The liberal order worked when it was founded on an illiberal order. When humans acted like humans most of the time, raised their children like humans, formed natural hierarchies like humans, liberalism worked fine. I think it falls apart when the government tries to impose liberal presuppositions on every-day human interactions. It falls apart when people think they are supposed to act perfectly liberal in every social interaction. A society based around consent instead of love (willing the good of one another) will fall apart.
I love liberalism, in a way. I love how it shaped American culture for hundreds of years. But I think the evidence points to a need for a safeguard somewhere, similar to the separation of Church and State. A separation of State and Hearth? Americans need to parent better than Rousseau.
Tocqueville famously believed that religion, particularly Christianity, was necessary in America to create and sustain our Democracy. It provided shared values. People had shared common ground beyond their mere desires which which they could identify what is good for all. There is a benefit to having an ultimate Authority, in Heaven, who everyone agrees to serve but who seldom gives specific commands.
Maybe the problem will resolve itself, as atheists fail to reproduce and the deeply religious take over again. Or maybe the cat's all the way out of the bag. But the evidence seems to point towards Liberalism being good but insufficient, and the next best thing needs to be figured out before we lose the goods of Liberalism as well.
I don't think either of those¹ should have been the first choice. Maybe ask why she wants to stay up until 0100-0200, and address that.
¹Beware the false dilemma!
Getting the girl to sleep more is the first choice. It is the only way to improve her concentration and the path to health.
They did ask why she wanted to stay up that late. The answer was that she was scared to miss a message and that any delays in responding to messages might decrease her social status.

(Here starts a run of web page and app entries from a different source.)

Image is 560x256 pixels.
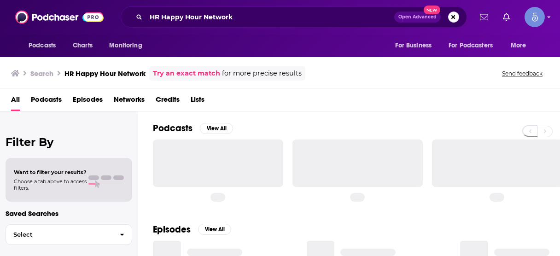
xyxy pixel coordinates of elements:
span: Want to filter your results? [14,169,87,175]
a: Charts [67,37,98,54]
button: Select [6,224,132,245]
span: Choose a tab above to access filters. [14,178,87,191]
a: Show notifications dropdown [476,9,492,25]
button: open menu [389,37,443,54]
button: open menu [103,37,154,54]
a: Lists [191,92,204,111]
span: Monitoring [109,39,142,52]
span: Open Advanced [398,15,437,19]
input: Search podcasts, credits, & more... [146,10,394,24]
a: PodcastsView All [153,123,233,134]
button: Send feedback [499,70,545,77]
span: For Podcasters [449,39,493,52]
h2: Episodes [153,224,191,235]
img: Podchaser - Follow, Share and Rate Podcasts [15,8,104,26]
a: EpisodesView All [153,224,231,235]
a: Networks [114,92,145,111]
span: for more precise results [222,68,302,79]
button: View All [198,224,231,235]
span: Charts [73,39,93,52]
span: New [424,6,440,14]
button: open menu [22,37,68,54]
h3: HR Happy Hour Network [64,69,146,78]
h3: Search [30,69,53,78]
a: Credits [156,92,180,111]
img: User Profile [525,7,545,27]
button: View All [200,123,233,134]
a: Show notifications dropdown [499,9,514,25]
button: open menu [443,37,506,54]
span: For Business [395,39,432,52]
span: More [511,39,526,52]
span: Podcasts [29,39,56,52]
a: Try an exact match [153,68,220,79]
h2: Filter By [6,135,132,149]
button: open menu [504,37,538,54]
h2: Podcasts [153,123,193,134]
div: Search podcasts, credits, & more... [121,6,467,28]
p: Saved Searches [6,209,132,218]
a: Podcasts [31,92,62,111]
a: Episodes [73,92,103,111]
span: Logged in as Spiral5-G1 [525,7,545,27]
a: All [11,92,20,111]
button: Show profile menu [525,7,545,27]
button: Open AdvancedNew [394,12,441,23]
span: Select [6,232,112,238]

How to address this? It is unusual for kids to be more attached to peers than parents. You might scoff, but in the sixties a survey of high schoolers found that, if all their friends wanted them to join a club but one of their parents said no, most would not join the club. Most said that they would respect their parents' decisions over peer pressure. Now most kids don't even understand the concept of their parents having a say at all. Kids need security in an unconditional relationship, and that relationship is with their parents, not with the teenage totem pole.
Small-n and possible bias due to typical-minding, but this was not at all what I observed in my environment growing up (and I would expect the schools I went to to be biased for some measure of well-adjustedness if anything).
What was the exact survey question/setup? Did it come with a guarantee that if you join, your parents will never find out? Otherwise, this would have been confounded by fear of consequences. (Many people are not confident that they can maintain a lie in front of their parents, which could be internalized like "I wouldn't want to live with the guilt".)
More than 50 years ago, Johns Hopkins sociologist James Coleman asked American teenagers this question: "Let's say that you had always wanted to belong to a particular club in school, and then finally you were asked to join. But then you found out that your parents didn't approve of the group. " Would you still join? In that era, the majority of American teenagers responded No. They would not join the club if their parents did not approve.
These figures are provided in Edwin Artmann's doctoral dissertation, "A comparison of selected attitudes and values of the adolescent society in 1957 and 1972," North Texas State University, 1973.